Skip to content

I was there

I went back to the Arms Park last week.  Mrs Griffin, an emigrant Gwenta, had never experienced the full hit.   What better way to mark Valentine’s Day early than to take her to the North Terrace after a romantic burger and four pints of Dark in the City Arms?   So to the Arms Park went this lucky woman, whose hitherto life-forming rugbyexperiences had been supporting the blue and black of Newbridge losing at home, or casting evil looks at the pods of cowboy-hatted and muffin-rolled shrieking ladies chatting through Six-Nations games on their spangly mobile phones.  How did it go?

Friday night was a fabulous, standing, soggy-footed, icy-blasted, burger-aromaed, advertising-board-banging success.

Of course I’m biased, because Cardiff Arms Park is special for me.  And reserving every rugby man’s right to recount a personal rugby story of only marginal relevance and less interest, here’s mine.

To borrow a phrase, given that as a rugby referee I have passed from rising star to elder statesman without any discernable period in between, officiating at the Arms Park is quite probably the highlight of my rugby career.  It will certainly be the first line of my obituary.  I’d been there as supporter, schoolboy, programme seller, you name it.  Once I had been raised to the ranks of the select elite of the Cardiff & District Society of Rugby Referees and proved myself not to be a complete plonker with a flag or whistle, I ran the line at Cardiff Arms Park as a touch-judge, in the days before earpieces and proper tidy assistant referees from neutral countries, for three Cardiff home games.  The fact I was a Cardiff supporter in private life was entirely irrelevant, because you see two teams on the pitch and you’re too busy clocking offside lines, protecting kickers and reminding the slowly rising floor-stragglers of their social obligation not to give their fellow man a poke once the ball’s gone away.  The true personal glow that one losing side was Cambridge University was only revealed when your correspondent (MA Oxon) joined the players for a couple of pints afterwards in a crown-encrusted tie.  But my God, it was an experience to be part of those games.

Now, I’ve got a lot of sympathy for the board of the Blues, and of Cardiff City.  They’re caught between a rock and a hard place on this one.  I don’t pretend to know how the money stacks up, or what getout clauses, break penalties, or obligations they need to juggle.

I also don’t have any truck with those purists who think the corporate element is bad for our game.  I’m a corporate affairs chap.  I do spread collars and silk ties, warm handshakes and proper shoes, wool coats and decent food in formal entertainment.  I get that you have to do things well for your major clients, and I’ve been on both ends of it working for A Big Corporation.  But true hospitality involves giving your guests something personal and special.  You can’t do it in a sterile, half-empty, manufactured stadium.  It matters if you have something of yourself in the experience for them, and you get that at Cardiff Arms Park.

You see, I’m also a rugby man.  Atmosphere matters.  Fans do buy an experience.  And it’s pretty damned impossible to have that experience with rows of empty seating in a stadium.  They need to come back to Cardiff Arms Park, and do it soon.  Because it’s home.

Personal views of a wordsmithing, sartorialist, horn-playing, state school Oxonian dad, rugby ref, recovering politico, and fan of vintage tailoring, Ralph Lauren style, and sharp writing.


Please transcribe the entries exactly and omit the images they contain.

***** Dataset records

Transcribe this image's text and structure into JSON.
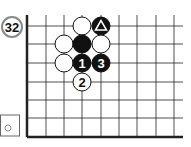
{
  "problem": {
    "number": "32",
    "label_color": "#888888"
  },
  "board": {
    "x_lines": [
      27,
      46,
      64,
      82,
      101,
      119,
      137,
      156,
      174
    ],
    "y_lines": [
      26,
      44,
      63,
      82,
      100,
      118,
      137
    ],
    "top_edge_y": 15,
    "right_edge_x": 183,
    "left_edge_thick": true,
    "bottom_edge_thick": true,
    "stone_radius": 9
  },
  "stones": [
    {
      "color": "white",
      "col": 3,
      "row": 0,
      "label": ""
    },
    {
      "color": "black",
      "col": 4,
      "row": 0,
      "label": "",
      "mark": "triangle"
    },
    {
      "color": "white",
      "col": 2,
      "row": 1,
      "label": ""
    },
    {
      "color": "black",
      "col": 3,
      "row": 1,
      "label": ""
    },
    {
      "color": "white",
      "col": 4,
      "row": 1,
      "label": ""
    },
    {
      "color": "white",
      "col": 2,
      "row": 2,
      "label": ""
    },
    {
      "color": "black",
      "col": 3,
      "row": 2,
      "label": "1"
    },
    {
      "color": "black",
      "col": 4,
      "row": 2,
      "label": "3"
    },
    {
      "color": "white",
      "col": 3,
      "row": 3,
      "label": "2"
    }
  ],
  "to_play_box": {
    "symbol": "white-stone",
    "meaning": "White to play"
  }
}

**********

• Response for this exercise
Transcribe this image's text and structure into JSON.
{
  "problem": {
    "number": "32",
    "label_color": "#888888"
  },
  "board": {
    "x_lines": [
      27,
      46,
      64,
      82,
      101,
      119,
      137,
      156,
      174
    ],
    "y_lines": [
      26,
      44,
      63,
      82,
      100,
      118,
      137
    ],
    "top_edge_y": 15,
    "right_edge_x": 183,
    "left_edge_thick": true,
    "bottom_edge_thick": true,
    "stone_radius": 9
  },
  "stones": [
    {
      "color": "white",
      "col": 3,
      "row": 0,
      "label": ""
    },
    {
      "color": "black",
      "col": 4,
      "row": 0,
      "label": "",
      "mark": "triangle"
    },
    {
      "color": "white",
      "col": 2,
      "row": 1,
      "label": ""
    },
    {
      "color": "black",
      "col": 3,
      "row": 1,
      "label": ""
    },
    {
      "color": "white",
      "col": 4,
      "row": 1,
      "label": ""
    },
    {
      "color": "white",
      "col": 2,
      "row": 2,
      "label": ""
    },
    {
      "color": "black",
      "col": 3,
      "row": 2,
      "label": "1"
    },
    {
      "color": "black",
      "col": 4,
      "row": 2,
      "label": "3"
    },
    {
      "color": "white",
      "col": 3,
      "row": 3,
      "label": "2"
    }
  ],
  "to_play_box": {
    "symbol": "white-stone",
    "meaning": "White to play"
  }
}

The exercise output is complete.